The Biggest Mistake Banks Make When Deploying AI in Workflows
There’s a pattern we keep seeing across financial services. A team spots a workflow that looks automatable. Something repetitive, document-heavy, rule-adjacent. They bring in a vendor, run a pilot, generate some internal enthusiasm. Six months later the thing quietly stops being used. Or it gets used, but nobody trusts it. Or it handles 80% of cases fine and creates expensive chaos for the rest.
The technology is rarely the problem. The sequencing of approach usually is.
Automation is not the starting point
When organisations think about AI in workflows, they tend to think in binaries. A human does it, or a machine does it. The question becomes: can we automate this? And if the answer looks like yes, the pressure is to move fast.
But there is a lot of territory between “human does it” and “machine does it,” and most organisations skip straight over it.
Assist, augment, automate. That is the spectrum that matters, and the order is not arbitrary.
Assist means AI supports a human who still owns the decision. It surfaces information, flags anomalies, drafts a first pass. The human reviews, adjusts, and acts. Augment means the human and the system are genuinely sharing the work, each doing what they are better at, with clear handoffs. Automate means the system handles end-to-end, with human oversight reserved for exceptions and escalations.
Most firms try to start at automate. That is where the cost savings look biggest on a slide. It is also where things tend to break.
The judgment problem
Automation works when you understand a workflow well enough to encode what it requires. The difficulty is that most financial services workflows carry more embedded judgment than anyone has ever had to articulate, because a human was always there to apply it without being asked to explain it.
Take KYC reviews or client onboarding. On paper it looks procedural: collect documents, verify against data sources, flag discrepancies, approve or escalate. But anyone who has worked in it knows there is more going on. Edge cases that experienced analysts handle on instinct. Patterns that fall outside the rulebook but that someone with a decade of context would recognise immediately. Relationship considerations that quietly shape what good enough looks like for a particular client.
When you automate before you have surfaced that judgment, one of two things tends to happen. The system is too rigid and creates friction for legitimate cases. Or it is calibrated too loosely and becomes a liability when something goes wrong, and then you are explaining to a regulator why no human was more involved.
Neither outcome is a technology failure. It is a design failure.
Why assist is not the cautious option
There is a tendency to treat assist mode as the conservative choice. Something you do while waiting for the technology to mature enough to really automate. That framing misses what it actually gives you.
When you deploy AI to assist rather than replace, you build a working relationship between your people and the system. Analysts start to understand where the AI performs well and where it does not. You accumulate real evidence, decisions made, overrides logged, accuracy tracked, that tells you whether augmentation or automation is genuinely appropriate and for which parts of which workflows.
You also build institutional confidence. The people inside the process feel in control. They are not being bypassed. They are being supported. That matters for adoption, and it matters when things get audited.
In financial services, that audit trail is not a nice-to-have. “A human reviewed and approved this” is a defensible position. “The model decided and nobody checked” is not.
The question most AI projects never ask
Most AI deployment projects start with a technology question: what can this do? The more useful starting point is: what does this workflow actually need?
That requires understanding the workflow before trying to change it. Where does judgment live? Where are the edge cases? What does good look like, and who decides? When something goes wrong, who is accountable?
These are not technology questions. They are design questions. And they tend not to get asked, not because teams are careless, but because the pressure to move quickly and show results makes it feel like slowing down is the wrong instinct.
It is not. Taking the time to understand a workflow properly before deploying AI into it is what separates implementations that hold up from ones that get quietly decommissioned.
Helping teams ask the right questions before they build
This is the work we focus on at Experience Haus. Not selling tools, not running proofs of concept that demonstrate what the technology can do. Helping teams ask the right questions before they build, so that when they deploy, they are building something that actually lasts.
The firms getting AI deployment right in financial services are not necessarily the ones with the most sophisticated technology. They are the ones who understood their workflows well enough to know where AI belongs in them, and at what stage.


■ **Exercise description**
Below are entries. Give back exactly the lines from the one containing "Find jeans." through the one containing "human face detection?", inclusive, without the pictures.

■ **Dataset content**
────────────────────

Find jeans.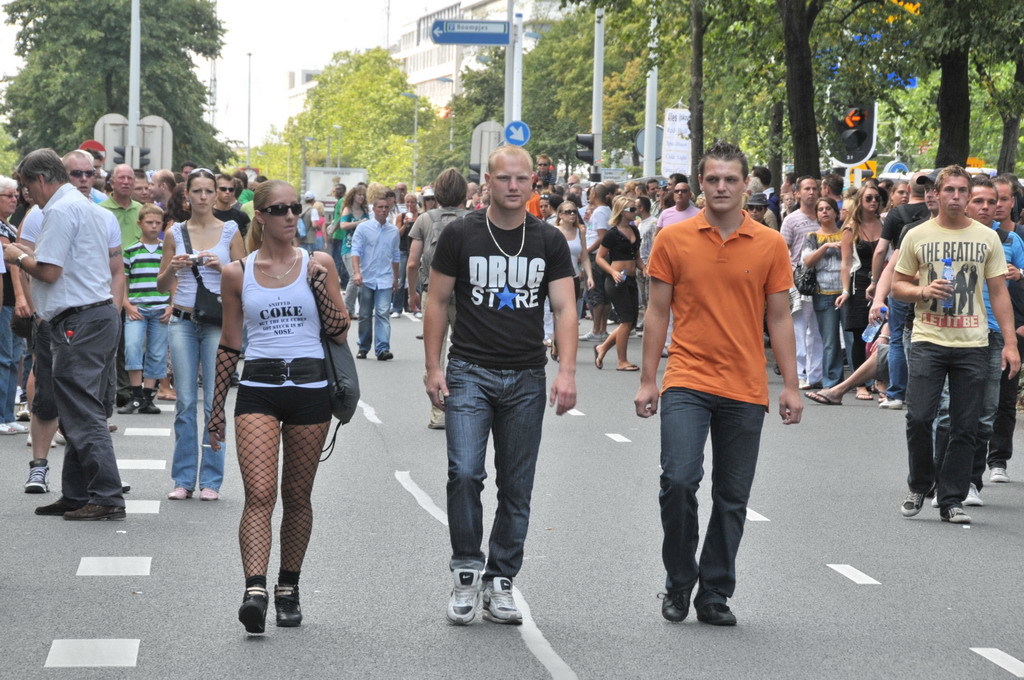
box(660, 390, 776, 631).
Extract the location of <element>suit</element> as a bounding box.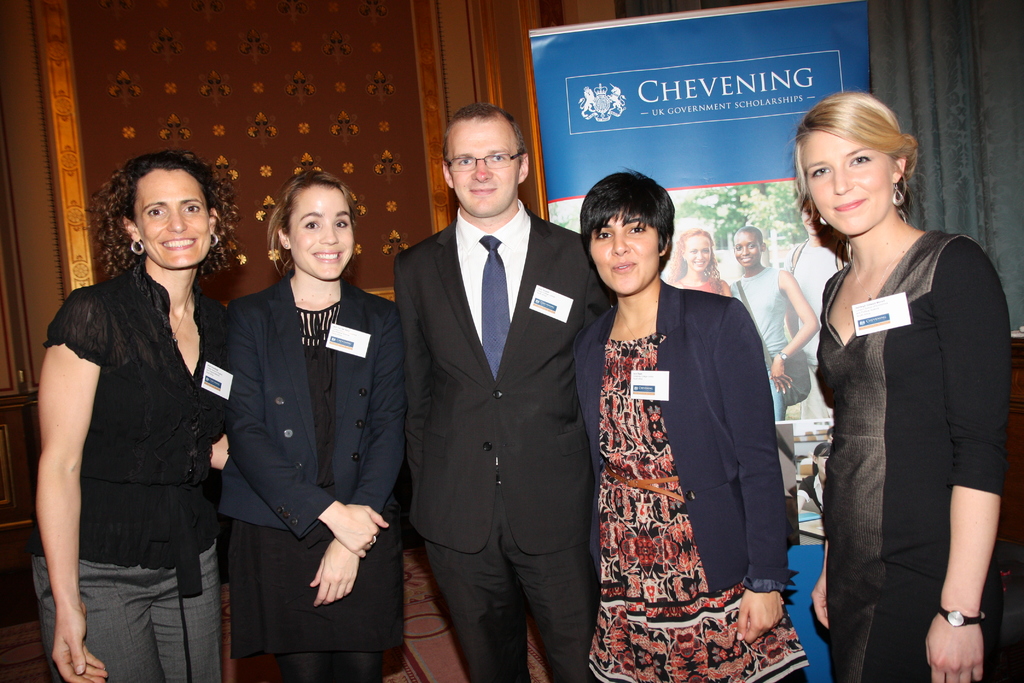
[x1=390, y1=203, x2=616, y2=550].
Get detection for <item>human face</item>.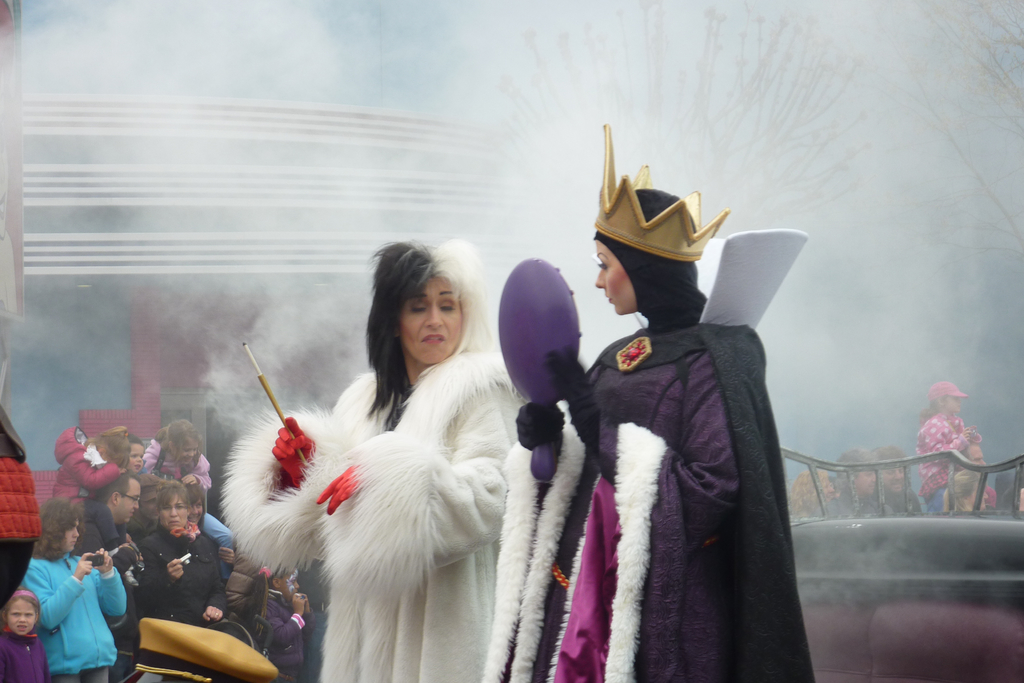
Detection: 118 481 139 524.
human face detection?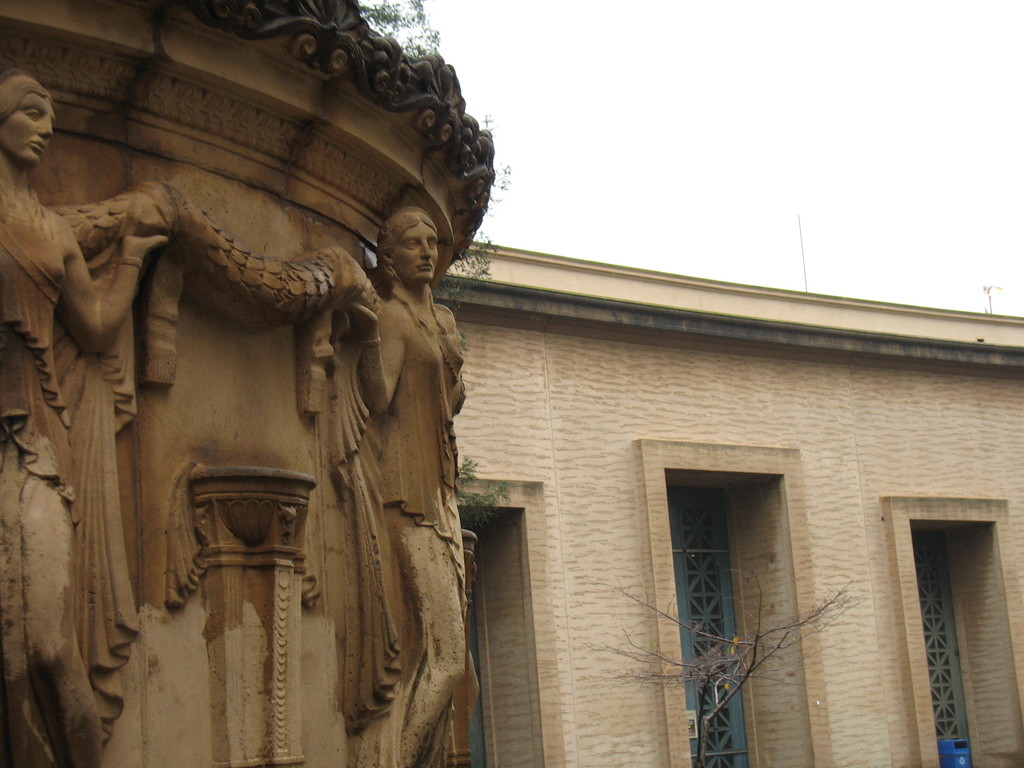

────────────────────

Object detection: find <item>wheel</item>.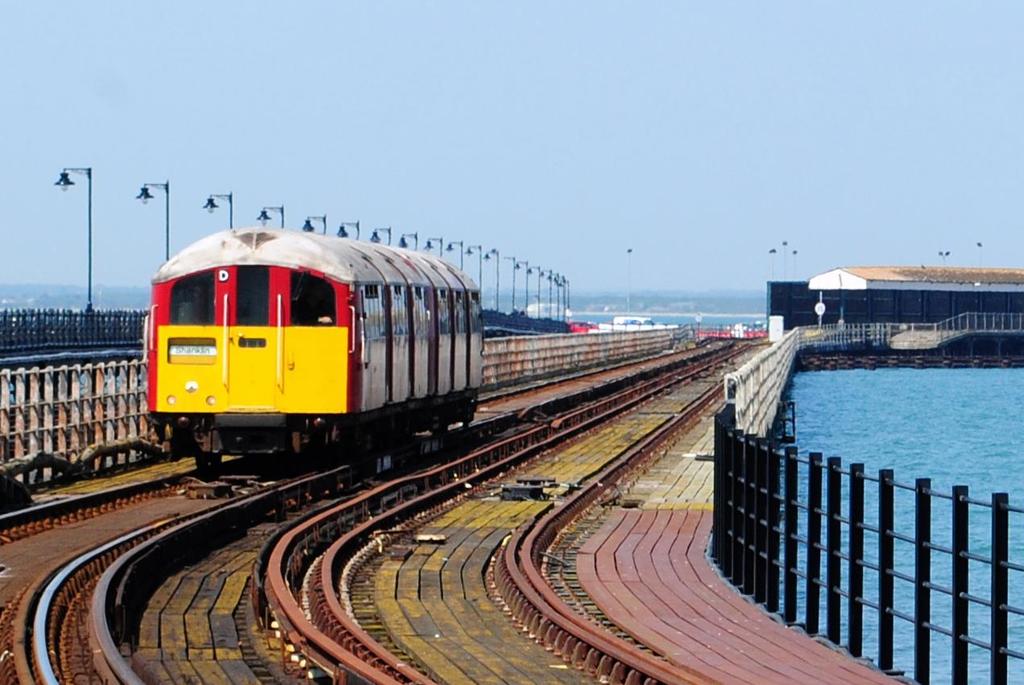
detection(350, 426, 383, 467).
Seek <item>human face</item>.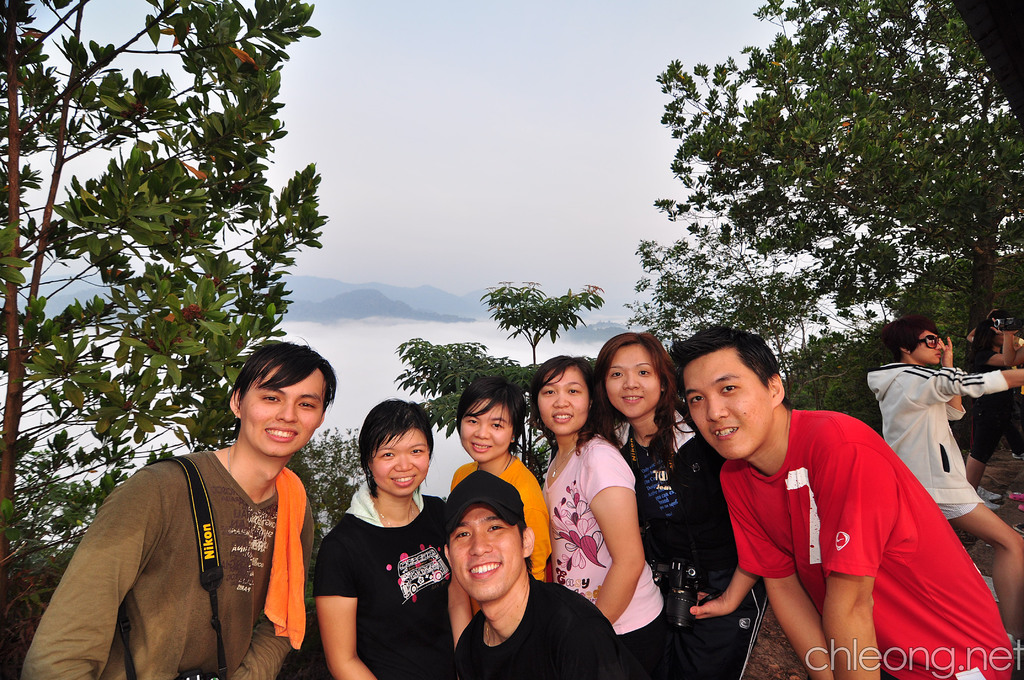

────────────────────

■ **Response area**
Find jeans.
box(660, 390, 776, 631).
Extract the location of <element>suit</element> as a bounding box.
[x1=390, y1=203, x2=616, y2=550].
Get detection for <item>human face</item>.
Detection: 118 481 139 524.
human face detection?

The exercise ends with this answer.